Cigarette smoke has considerable potential for inducing oxidative modifications and depletion of antioxidants. In cigarette smoke-exposed aqueous solutions, ROS and RNS form and subsequently act as potent oxidants. Oxidative damage to lipids, proteins, and DNA by cigarette smoke-derived ROS and RNS has been extensively demonstrated both in vitro and in vivo. In many cases, the initially generated reactive intermediates con-vert cellular constituents into second-generation reactive intermediates (e.g., acrolein, 4-hydroxynonenal) capable of inducing further cytotoxic and genotoxic damage.

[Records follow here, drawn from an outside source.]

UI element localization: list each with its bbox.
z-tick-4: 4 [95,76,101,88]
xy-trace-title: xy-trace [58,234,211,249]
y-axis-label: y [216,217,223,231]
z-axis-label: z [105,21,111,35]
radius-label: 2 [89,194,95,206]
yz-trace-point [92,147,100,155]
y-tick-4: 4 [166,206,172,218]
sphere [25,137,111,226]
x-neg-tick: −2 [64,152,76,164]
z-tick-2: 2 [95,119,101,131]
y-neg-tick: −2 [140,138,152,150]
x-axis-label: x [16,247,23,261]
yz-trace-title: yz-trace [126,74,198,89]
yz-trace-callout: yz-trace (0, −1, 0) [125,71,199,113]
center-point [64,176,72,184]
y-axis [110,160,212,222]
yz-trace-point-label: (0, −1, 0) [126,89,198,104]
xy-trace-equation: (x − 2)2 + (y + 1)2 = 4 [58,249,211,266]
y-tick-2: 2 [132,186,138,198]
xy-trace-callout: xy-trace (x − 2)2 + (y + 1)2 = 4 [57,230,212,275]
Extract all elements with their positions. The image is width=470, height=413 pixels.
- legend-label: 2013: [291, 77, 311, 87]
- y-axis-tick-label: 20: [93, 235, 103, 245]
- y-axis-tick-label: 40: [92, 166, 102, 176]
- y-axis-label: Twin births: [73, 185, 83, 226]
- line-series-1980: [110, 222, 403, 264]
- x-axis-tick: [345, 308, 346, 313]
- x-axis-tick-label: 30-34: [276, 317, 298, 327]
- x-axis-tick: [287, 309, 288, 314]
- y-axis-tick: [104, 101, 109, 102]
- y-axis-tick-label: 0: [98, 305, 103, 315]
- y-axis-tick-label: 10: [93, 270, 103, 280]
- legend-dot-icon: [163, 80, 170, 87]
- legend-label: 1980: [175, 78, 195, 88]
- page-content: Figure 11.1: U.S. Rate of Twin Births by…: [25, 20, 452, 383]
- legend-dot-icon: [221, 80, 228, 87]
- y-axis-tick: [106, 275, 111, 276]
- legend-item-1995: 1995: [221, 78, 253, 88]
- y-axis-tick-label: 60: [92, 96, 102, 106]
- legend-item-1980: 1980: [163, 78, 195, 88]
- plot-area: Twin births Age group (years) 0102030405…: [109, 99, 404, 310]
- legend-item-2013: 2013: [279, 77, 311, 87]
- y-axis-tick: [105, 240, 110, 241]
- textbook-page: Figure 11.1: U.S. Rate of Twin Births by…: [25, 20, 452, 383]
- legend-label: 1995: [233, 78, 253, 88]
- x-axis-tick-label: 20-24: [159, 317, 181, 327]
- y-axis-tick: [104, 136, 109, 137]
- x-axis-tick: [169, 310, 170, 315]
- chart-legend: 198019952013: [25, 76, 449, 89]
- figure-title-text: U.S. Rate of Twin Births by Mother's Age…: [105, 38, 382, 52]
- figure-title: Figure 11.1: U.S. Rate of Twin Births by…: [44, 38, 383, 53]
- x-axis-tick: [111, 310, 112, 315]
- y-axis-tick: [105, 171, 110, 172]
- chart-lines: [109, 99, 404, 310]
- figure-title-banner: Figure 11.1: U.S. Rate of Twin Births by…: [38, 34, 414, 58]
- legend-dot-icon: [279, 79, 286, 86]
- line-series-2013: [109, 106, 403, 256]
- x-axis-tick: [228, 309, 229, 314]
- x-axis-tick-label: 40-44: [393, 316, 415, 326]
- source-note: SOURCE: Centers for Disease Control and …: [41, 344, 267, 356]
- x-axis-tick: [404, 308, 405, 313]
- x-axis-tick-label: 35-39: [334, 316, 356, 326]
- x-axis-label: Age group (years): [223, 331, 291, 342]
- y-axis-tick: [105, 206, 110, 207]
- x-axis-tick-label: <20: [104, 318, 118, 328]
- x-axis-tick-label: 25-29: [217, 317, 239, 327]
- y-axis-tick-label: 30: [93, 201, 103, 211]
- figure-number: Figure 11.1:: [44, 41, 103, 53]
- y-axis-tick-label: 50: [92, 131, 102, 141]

When free radicals react with nonradicals (e.g., lipids), new radicals can form that may result in a chain reaction of free radicals. Thus, relatively short-lived free radicals may propa-gate their damaging effects beyond the limits set by their short half-lives and limited dif-fusion times. ROS and RNS activate numerous redox sensitive signaling pathways that modulate cellular responses, such as inflammation, which may itself result in the forma-tion of endogenous oxidative species. Therefore, the oxidative damage resultant from cigarette smoke exposure is complex and likely mediated by both the oxidative potential of cigarette smoke and indirect biological responses.

Acknowledgements

The authors thank Drs. Matthias Schorp, Susan Plunkett, Mary Ellen Counts, Michael Chang, Kai Lam, and Peter Kuhl for invaluable technical discussions and for their con-tributions to the text. We are grateful to Dr. Geoffrey Chan and Dr. Peter Lipowicz for their support and encouragement.